Pedaling coast to coast — at 71

Published 2:23 am Thursday, March 4, 2010

By By GREG KATSKI
Community Edito

Washington resident Durwood Moore’s longest, most-daunting bike trip likely will be his last.
Moore, 71, is in the midst of a cross-country journey along the Southern Tier Route, which is mapped out by the Adventure Cycling Association. The route stretches from San Diego, along the U.S.-Mexican border, to Florida’s Atlantic coastline. Hundreds of cycling enthusiasts take the 3,000-mile-plus trip every year. At the end of the route, Moore will turn north and travel through Georgia, South Carolina and North Carolina to Washington.
“I’ve been reading for four or five years about people taking this trip. At my age, I figured I better do it now,” Moore said via cell phone Tuesday evening. At that time, Moore said, he was between El Paso and Del Rio, Texas, about 1,000 miles into his trip.
Besides the magnificent beauty of the Arizona mountains, Moore said, the generosity of the American people has stood out most to him, so far, during his trip.
“I could talk all day about that,” he said.
Moore spoke of two helpful, young Mexican-Americans busy fixing a flat tire along the lonely desert highway. The men noticed Moore plodding along and offered not one bottle of water, but six bottles.
“I was afraid I was going to run out of water,” Moore said, adding that the men threw in a root beer, as well.
At a campground in Arizona, Moore met a couple from British Columbia. The friendly Canadians noticed Moore was traveling alone and invited him for supper at their camper. As Moore was packing up the next morning, the couple asked him back for breakfast.
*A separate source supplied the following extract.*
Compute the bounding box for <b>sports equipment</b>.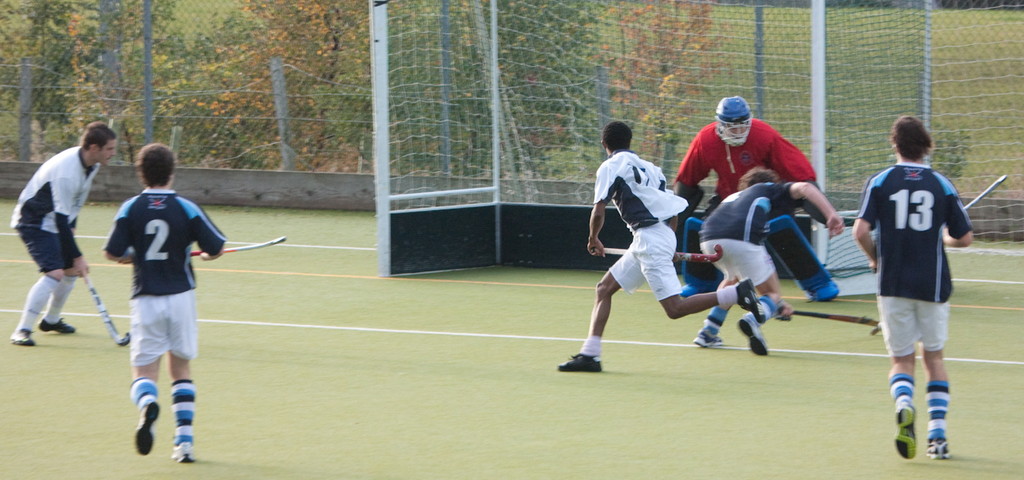
[190, 234, 285, 255].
“Everybody is just as nice as can be; you just have to talk to them,” Moore said.
Moore has had a tougher time dealing with the elements and highway traffic.
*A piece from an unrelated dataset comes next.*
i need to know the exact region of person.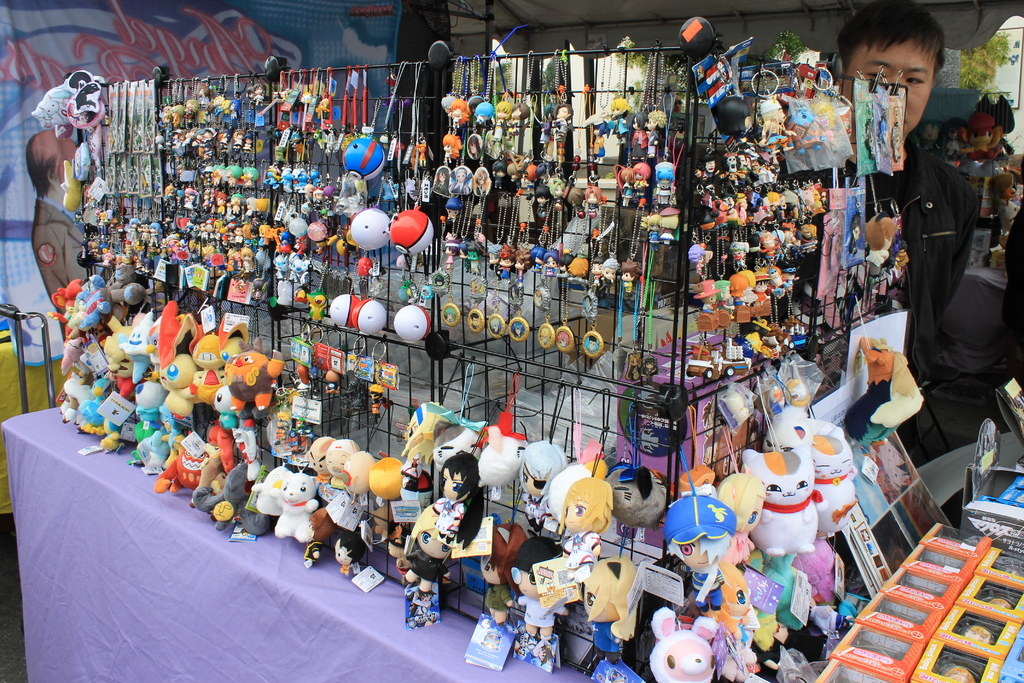
Region: pyautogui.locateOnScreen(803, 224, 816, 252).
During the day, he said, temperatures have been in the 80s, before dropping down into the 40s at night. Moore said he has a thermal sleeping bag that provides plenty of warmth, and a two-person tent that gives him ample shelter. He’s spent all but three nights in his tent, so far.
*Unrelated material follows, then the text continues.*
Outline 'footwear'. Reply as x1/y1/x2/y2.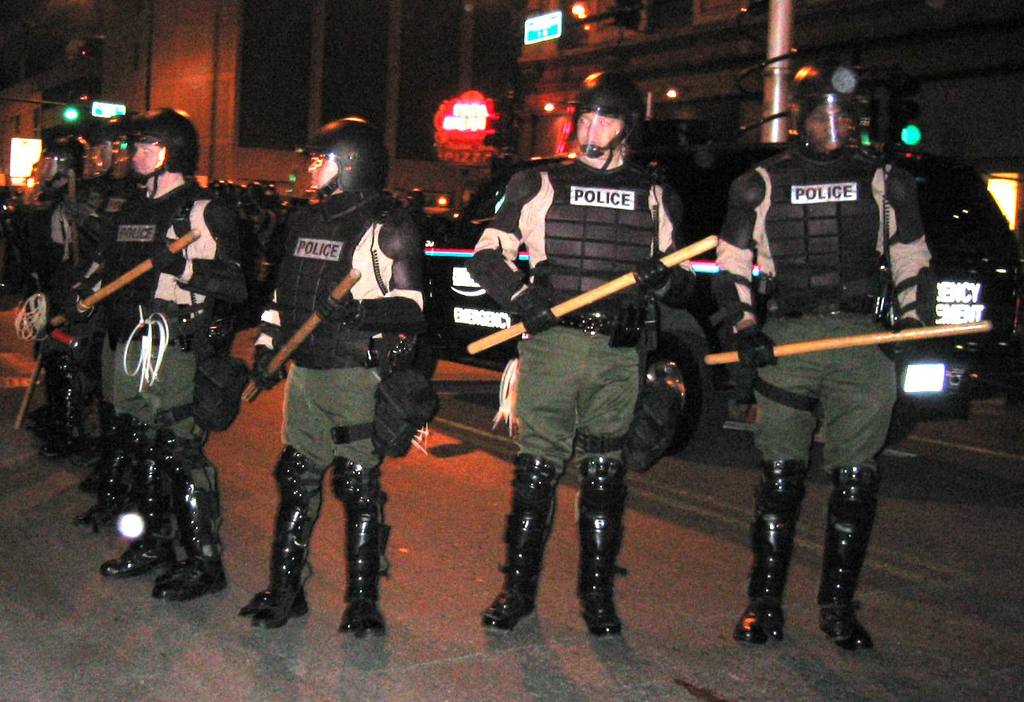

To combat the scorching desert sun, he applies sunscreen every morning. Something he’s done since his legs were badly sunburned the second day of his cross-country trek.
The first leg of the southern route takes cyclists on highways through the mountains west of San Diego, through the foothills of Arizona and into the desert of New Mexico and west Texas.
Moore said he’s been having problems with tire debris from trucks traveling the highways.
“I try to avoid them as much as I can, but the wires (from the debris) stick in my tires and cause flats,” he said.
The truckers have been more mindful of Moore, and he tries to be just as courteous to them.
“As far as traffic, I stay as far to the edge (of the highway) as I can get. I give them all the room I can,” Moore said.
Moore expects to complete the trip by late April. Until then, he said, he tries to call his wife, Joan, every night to fill her in on the interesting people he’s met and spectacular sites he’s seen.
“I’m blessed with a wife that doesn’t complain about me doing it,” Moore said.
Moore’s wife said she’s learned not to worry about her husband, but concerned friends and family members still ask about his well-being.
“He keeps saying, ‘I don’t know why everyone worries about me,’” she said.
Durwood Moore’s children and grandchildren also are excited to hear about his travels.
His daughter, Monica Davis, and daughter-in-law, Mary Martin-Moore, both teachers at Eastern Elementary School, have brought maps of his itinerary into their classrooms. Before Durwood Moore embarked on his trip, he spoke to students in each of their classes.
“It’s funny how people are so interested,” Moore said, noting that an enterprising journalist from El Paso that took a photo of him and wrote a short blurb that ran in the local paper.
Moore was born in Greene County, but he was raised in Washington. He retired from the Navy in 1980 and worked for PCS Phosphate (now PotashCorp) as a welder until 2000.
While Moore will continue to ride, he said his current trip will probably be the last one that takes longer than a day or week.
“It’s the last one, I’m afraid,” he said.
Moore took a 3,000-mile, two-month trip from North Carolina through Virginia, Kentucky, Tennessee, Mississippi, Alabama, Florida, Georgia and South Carolina in June 2006.
He rides his bike 30 to 40 miles three to four times a week, and he has been on day trips to the Outer Banks and week-long rides through Florida and Canada.